Rust OSDev Operating System Development in Rust

This Month in Rust OSDev (October 2020)

Welcome to a new issue of "This Month in Rust OSDev". In these posts, we will give a regular overview of notable changes in the Rust operating system development ecosystem.

This series is openly developed on GitHub. Feel free to open pull requests there with content you would like to see in the next issue. If you find some issues on this page, please report them by creating an issue.

Project Updates

In this section, we give an overview of notable changes to the projects hosted under the rust-osdev organization.

x86_64

The x86_64 crate provides various abstractions for x86_64 systems, including wrappers for CPU instructions, access to processor-specific registers, and abstraction types for architecture-specific structures such as page tables and descriptor tables.

In October, we merged following changes:

Thanks to @toku-sa-n for their contribution! We plan to publish the above changes as version 0.12.3 in the next few days.

volatile

The volatile crate provides a safe wrapper type for implementing volatile read and write operations. This is useful for accessing memory regions that have side-effects, such as memory-mapped hardware registers or framebuffers.

In October, we published a new version to fix the crate's unstable feature on newer Rust nightlies:

Thanks to @vetio for this contribution!

bootloader

The bootloader crate implements a custom Rust-based bootloader for easy loading of 64-bit ELF executables. This month, we published versions 0.9.9 to 0.9.11 to fix build errors on the latest nightlies, caused by the new feature gate names for some const fn features.

We we didn't merge any changes to the master branch this month, we made more progress on the rewrite that adds UEFI support: There is now a draft pull request that tracks the remaining issues.

uefi-rs

The uefi crate provides safe and performant wrappers for UEFI, the successor to the BIOS. In October, we merged the following changes:

Thanks to @Swampman08 for their contribution!

pci_types

The pci_types library provides types for accessing and configuring PCI devices from Rust operating systems. Lots of this code (e.g. identifying devices by class codes) can be shared between projects, and would benefit from community contributions.

This month, we published version 0.2.0 with the following changes:

cargo-xbuild

The cargo-xbuild project provides cargo command wrappers to cross-compile the sysroot crates core and alloc. This month, we merged the following changes:

Thanks to @luqmana and @koushiro for these contributions!

Even though we still maintain the cargo-xbuild crate, we recommend switching to cargo's own build-std feature that is always up-to-date with the latest Rust/Cargo changes. We wrote a short guide on how to switch to it, which is available in our Readme.

Personal Projects

In this section, we describe updates to personal projects that are not directly related to the rust-osdev organization. Feel free to create a pull request with the updates of your OS project for the next post.

rust-embedded/rust-raspberrypi-OS-tutorials

(Section written by @andre-richter)

The Operating System development tutorials in Rust on the Raspberry Pi project now provides Tutorial 15 - Virtual Memory Part 2: MMIO Remap.

It introduces a first set of changes which are eventually needed for separating kernel and user address spaces:

  • The memory mapping strategy gets more sophisticated and no longer identity maps the whole of the board's address space.
  • Instead, only ranges that are actually needed are mapped:
    • The kernel binary stays identity mapped for now.
    • Device MMIO regions are remapped lazily to a special virtual address region at the top of the virtual address space during the device driver's init().

phil-opp/blog_os

(Section written by @phil-opp)

This month, the Writing an OS in Rust series received the following updates:

See the merged pull request list for the complete set of changes this month. Thanks a lot to all contributors!

In case you speak Persian: There is currently an open pull request to add a Persian translation of Bare Bones chapter that needs reviews. Thanks to everyone involved!

In in our previous status update I described my plans to rewrite the blog on top of the upcoming UEFI bootloader. In the past month I started rewriting the Minimal Rust Kernel post for this. Unfortunately, I'm still facing build-related issues because of limitations of Cargo's config files. To resolve these (and other) .cargo/config issues, I created a proposal on the Rust internals forum to make some .cargo/config options available in Cargo.toml too. Feel free to join the discussion if it's relevant to you!

Join Us?

Are you interested in Rust-based operating system development? Our rust-osdev organization is always open to new members and new projects. Just let us know if you want to join! A good way for getting in touch is our Zulip chat.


● **EXERCISE GOAL**
Whenever a line in the data holds the string "Processing", pull that line out.

##### INFORMATION #####

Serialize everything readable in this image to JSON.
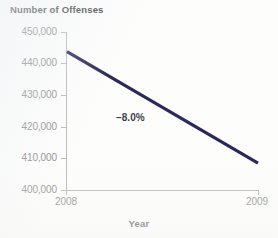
{
  "chart_data": {
    "type": "line",
    "title": "Number of Offenses",
    "xlabel": "Year",
    "ylabel": "",
    "x": [
      "2008",
      "2009"
    ],
    "categories": [
      "2008",
      "2009"
    ],
    "values": [
      443800,
      408500
    ],
    "series": [
      {
        "name": "Number of Offenses",
        "values": [
          443800,
          408500
        ],
        "color": "#2a2a5a"
      }
    ],
    "ylim": [
      400000,
      450000
    ],
    "yticks": [
      400000,
      410000,
      420000,
      430000,
      440000,
      450000
    ],
    "ytick_labels": [
      "400,000",
      "410,000",
      "420,000",
      "430,000",
      "440,000",
      "450,000"
    ],
    "xtick_labels": [
      "2008",
      "2009"
    ],
    "grid": false,
    "legend": false,
    "annotations": [
      {
        "text": "–8.0%",
        "x": "midpoint",
        "y": 422000
      }
    ]
  },
  "chart": {
    "title": "Number of Offenses",
    "x_axis_title": "Year",
    "delta_label": "–8.0%",
    "y_labels": [
      "450,000",
      "440,000",
      "430,000",
      "420,000",
      "410,000",
      "400,000"
    ],
    "x_labels": [
      "2008",
      "2009"
    ],
    "colors": {
      "line": "#2a2a5a",
      "axis": "#b9b9b9",
      "tick_text": "#8d8d8d",
      "title_text": "#4a4a4a",
      "annotation_text": "#3d3d4a",
      "background": "#fdfdfc"
    }
  }
}
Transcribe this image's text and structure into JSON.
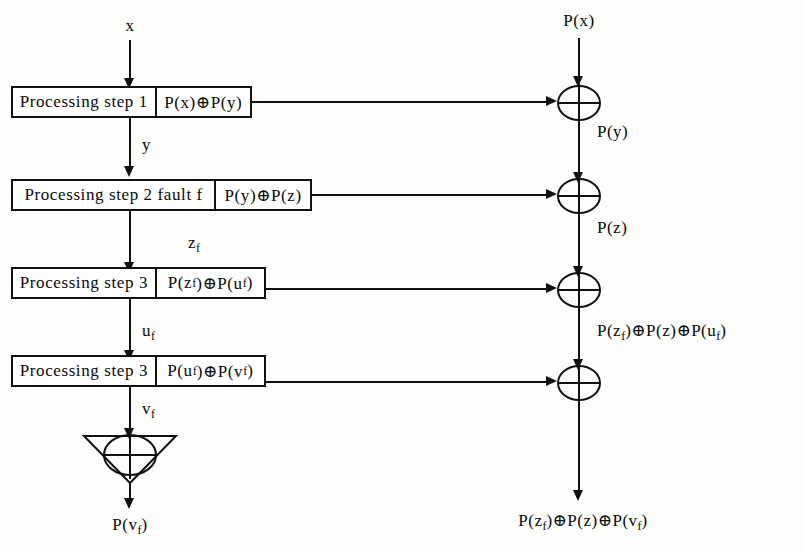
{
  "diagram": {
    "ink_color": "#111111",
    "background": "#fdfdfb"
  },
  "inputs": {
    "data_input_label": "x",
    "parity_input_label": "P(x)"
  },
  "rows": [
    {
      "step_label": "Processing step 1",
      "parity_label": "P(x)⊕P(y)",
      "data_out_label": "y",
      "parity_out_label": "P(y)",
      "xor_name": "xor-gate-1"
    },
    {
      "step_label": "Processing step 2  fault f",
      "parity_label": "P(y)⊕P(z)",
      "data_out_label": "z",
      "data_out_sub": "f",
      "parity_out_label": "P(z)",
      "xor_name": "xor-gate-2"
    },
    {
      "step_label": "Processing step 3",
      "parity_label": "P(z",
      "parity_label_sub1": "f",
      "parity_label_mid": ")⊕P(u",
      "parity_label_sub2": "f",
      "parity_label_end": ")",
      "data_out_label": "u",
      "data_out_sub": "f",
      "parity_out_label": "P(z",
      "xor_name": "xor-gate-3"
    },
    {
      "step_label": "Processing step 3",
      "parity_label": "P(u",
      "parity_label_sub1": "f",
      "parity_label_mid": ")⊕P(v",
      "parity_label_sub2": "f",
      "parity_label_end": ")",
      "data_out_label": "v",
      "data_out_sub": "f",
      "xor_name": "xor-gate-4"
    }
  ],
  "labels": {
    "step1_text": "Processing step 1",
    "step1_parity": "P(x)⊕P(y)",
    "step2_text": "Processing step 2  fault f",
    "step2_parity": "P(y)⊕P(z)",
    "step3a_text": "Processing step 3",
    "step3b_text": "Processing step 3",
    "edge_x": "x",
    "edge_y": "y",
    "edge_zf_base": "z",
    "edge_zf_sub": "f",
    "edge_uf_base": "u",
    "edge_uf_sub": "f",
    "edge_vf_base": "v",
    "edge_vf_sub": "f",
    "parity_in": "P(x)",
    "parity_y": "P(y)",
    "parity_z": "P(z)",
    "final_parity_left_base": "P(v",
    "final_parity_left_sub": "f",
    "final_parity_left_end": ")"
  },
  "formulas": {
    "step3a_parity_p1": "P(z",
    "step3a_parity_s1": "f",
    "step3a_parity_p2": ")⊕P(u",
    "step3a_parity_s2": "f",
    "step3a_parity_p3": ")",
    "step3b_parity_p1": "P(u",
    "step3b_parity_s1": "f",
    "step3b_parity_p2": ")⊕P(v",
    "step3b_parity_s2": "f",
    "step3b_parity_p3": ")",
    "mid_right_p1": "P(z",
    "mid_right_s1": "f",
    "mid_right_p2": ")⊕P(z)⊕P(u",
    "mid_right_s2": "f",
    "mid_right_p3": ")",
    "bottom_right_p1": "P(z",
    "bottom_right_s1": "f",
    "bottom_right_p2": ")⊕P(z)⊕P(v",
    "bottom_right_s2": "f",
    "bottom_right_p3": ")"
  },
  "symbols": {
    "xor_glyph": "⊕",
    "nabla_name": "nabla-xor-collector"
  }
}
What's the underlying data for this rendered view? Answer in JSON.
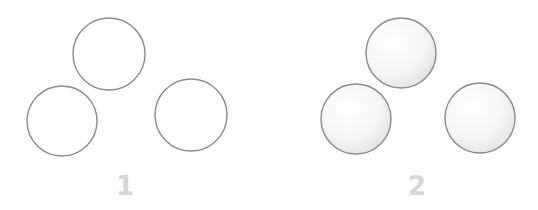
{
  "panels": [
    {
      "label": "1",
      "style": "outline",
      "label_pos": {
        "x": 125,
        "y": 173
      },
      "circles": [
        {
          "name": "top",
          "cx": 109,
          "cy": 54,
          "r": 36
        },
        {
          "name": "left",
          "cx": 62,
          "cy": 121,
          "r": 35
        },
        {
          "name": "right",
          "cx": 191,
          "cy": 115,
          "r": 36
        }
      ]
    },
    {
      "label": "2",
      "style": "shaded",
      "label_pos": {
        "x": 417,
        "y": 173
      },
      "circles": [
        {
          "name": "top",
          "cx": 401,
          "cy": 53,
          "r": 35
        },
        {
          "name": "left",
          "cx": 356,
          "cy": 119,
          "r": 35
        },
        {
          "name": "right",
          "cx": 480,
          "cy": 118,
          "r": 35
        }
      ]
    }
  ],
  "colors": {
    "stroke": "#8a8a8a",
    "label": "#d6d6d6",
    "shade": "#e6e6e6"
  }
}
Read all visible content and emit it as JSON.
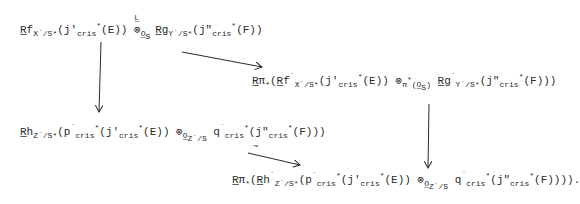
{
  "diagram": {
    "type": "commutative-diagram",
    "nodes": [
      {
        "id": "top_left",
        "text": "Rf_X·/S*(j'_cris*(E)) ⊗^L_{O_S} Rg_Y·/S*(j\"_cris*(F))",
        "x": 20,
        "y": 24
      },
      {
        "id": "mid_right",
        "text": "Rπ_*(Rf·_X·/S*(j'_cris*(E)) ⊗^L_{π*(O_S)} Rg·_Y·/S*(j\"_cris*(F)))",
        "x": 252,
        "y": 75
      },
      {
        "id": "mid_left",
        "text": "Rh_Z·/S*(p·_cris*(j'_cris*(E)) ⊗_{O_Z·/S} q·_cris*(j\"_cris*(F)))",
        "x": 20,
        "y": 124
      },
      {
        "id": "bottom_right",
        "text": "Rπ_*(Rh·_Z·/S*(p·_cris*(j'_cris*(E)) ⊗_{O_Z·/S} q·_cris*(j\"_cris*(F)))).",
        "x": 232,
        "y": 174
      }
    ],
    "arrows": [
      {
        "from": "top_left",
        "to": "mid_left",
        "label": ""
      },
      {
        "from": "top_left",
        "to": "mid_right",
        "label": ""
      },
      {
        "from": "mid_right",
        "to": "bottom_right",
        "label": ""
      },
      {
        "from": "mid_left",
        "to": "bottom_right",
        "label": "~"
      }
    ]
  }
}
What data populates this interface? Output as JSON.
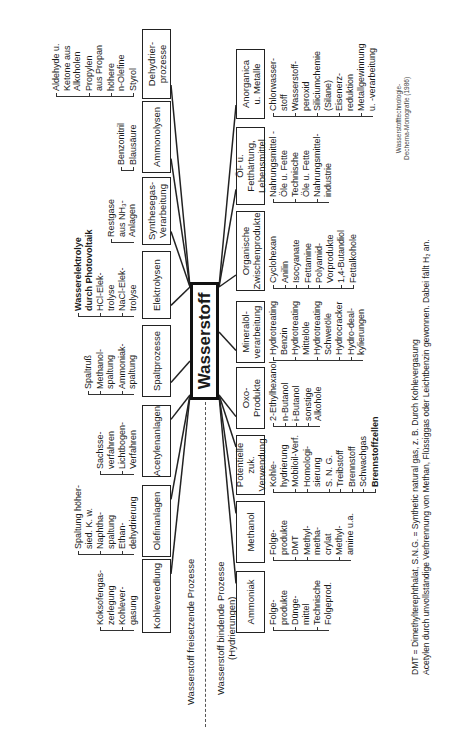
{
  "central": {
    "label": "Wasserstoff"
  },
  "sections": {
    "release": {
      "label": "Wasserstoff freisetzende Prozesse"
    },
    "binding": {
      "label": "Wasserstoff bindende Prozesse",
      "sublabel": "(Hydrierungen)"
    }
  },
  "release_groups": [
    {
      "box": "Kohleveredlung",
      "items": [
        "Koksofengas-\nzerlegung",
        "Kohlever-\ngasung"
      ]
    },
    {
      "box": "Olefinanlagen",
      "items": [
        "Spaltung höher-\nsied. K. w.",
        "Naphtha-\nspaltung",
        "Ethan-\ndehydrierung"
      ]
    },
    {
      "box": "Acetylenanlagen",
      "items": [
        "Sachsse-\nverfahren",
        "Lichtbogen-\nVerfahren"
      ]
    },
    {
      "box": "Spaltprozesse",
      "items": [
        "Spaltruß",
        "Methanol-\nspaltung",
        "Ammoniak-\nspaltung"
      ]
    },
    {
      "box": "Elektrolysen",
      "items": [
        "Wasserelektrolye\ndurch Photovoltaik",
        "HCl-Elek-\ntrolyse",
        "NaCl-Elek-\ntrolyse"
      ],
      "bold_items": [
        0
      ]
    },
    {
      "box": "Synthesegas-\nVerarbeitung",
      "items": [
        "Restgase\naus NH₃-\nAnlagen"
      ]
    },
    {
      "box": "Ammonolysen",
      "items": [
        "Benzonitril",
        "Blausäure"
      ]
    },
    {
      "box": "Dehydrier-\nprozesse",
      "items": [
        "Aldehyde u.\nKetone aus\nAlkoholen",
        "Propylen\naus Propan",
        "höhere\nn-Olefine",
        "Styrol"
      ]
    }
  ],
  "binding_groups": [
    {
      "box": "Ammoniak",
      "items": [
        "Folge-\nprodukte",
        "Dünge-\nmittel",
        "Technische\nFolgeprod."
      ]
    },
    {
      "box": "Methanol",
      "items": [
        "Folge-\nprodukte",
        "DMT",
        "Methyl-\nmetha-\ncrylat",
        "Methyl-\namine u.a."
      ]
    },
    {
      "box": "Potentielle zuk.\nVerwendung",
      "items": [
        "Kohle-\nhydrierung",
        "Mobiloil-Verf.",
        "Homologi-\nsierung",
        "S. N. G.",
        "Treibstoff",
        "Brennstoff",
        "Schwachgas",
        "Brennstoffzellen"
      ],
      "bold_items": [
        7
      ]
    },
    {
      "box": "Oxo-Produkte",
      "items": [
        "2-Ethylhexanol",
        "n-Butanol",
        "i-Butanol",
        "sonstige\nAlkohole"
      ]
    },
    {
      "box": "Mineralöl-\nverarbeitung",
      "items": [
        "Hydrotreating\nBenzin",
        "Hydrotreating\nMittelöle",
        "Hydrotreating\nSchweröle",
        "Hydrocracker",
        "Hydro-deal-\nkylierungen"
      ]
    },
    {
      "box": "Organische\nZwischenprodukte",
      "items": [
        "Cyclohexan",
        "Anilin",
        "Isocyanate",
        "Fettamine",
        "Polyamid-\nVorprodukte",
        "1,4-Butandiol",
        "Fettalkohole"
      ]
    },
    {
      "box": "Öl- u. Fetthärtung,\nLebensmittel",
      "items": [
        "Nahrungsmittel -\nÖle u. Fette",
        "Technische\nÖle u. Fette",
        "Nahrungsmittel-\nindustrie"
      ]
    },
    {
      "box": "Anorganica\nu. Metalle",
      "items": [
        "Chlorwasser-\nstoff",
        "Wasserstoff-\nperoxid",
        "Siliciumchemie\n(Silane)",
        "Eisenerz-\nreduktion",
        "Metallgewinnung\nu. -verarbeitung"
      ]
    }
  ],
  "footnotes": {
    "line1": "DMT = Dimethylterephthalat, S.N.G. = Synthetic natural gas, z. B. Durch Kohlevergasung",
    "line2": "Acetylen durch unvollständige Verbrennung von Methan, Flüssiggas oder Leichtbenzin gewonnen. Dabei fällt H₂ an."
  },
  "credit": {
    "line1": "Wasserstofftechnologie-",
    "line2": "Dechema-Monografie (1986)"
  }
}
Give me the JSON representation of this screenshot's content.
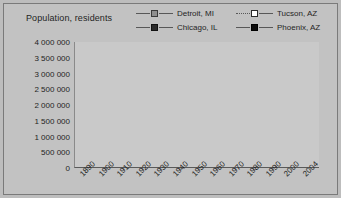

#####

● **ANSWER AREA**
      "step_label": "Processing step 1",
      "step_label": "Processing step 2  fault f",
      "step_label": "Processing step 3",
      "step_label": "Processing step 3",
    "step1_text": "Processing step 1",
    "step2_text": "Processing step 2  fault f",
    "step3a_text": "Processing step 3",
    "step3b_text": "Processing step 3",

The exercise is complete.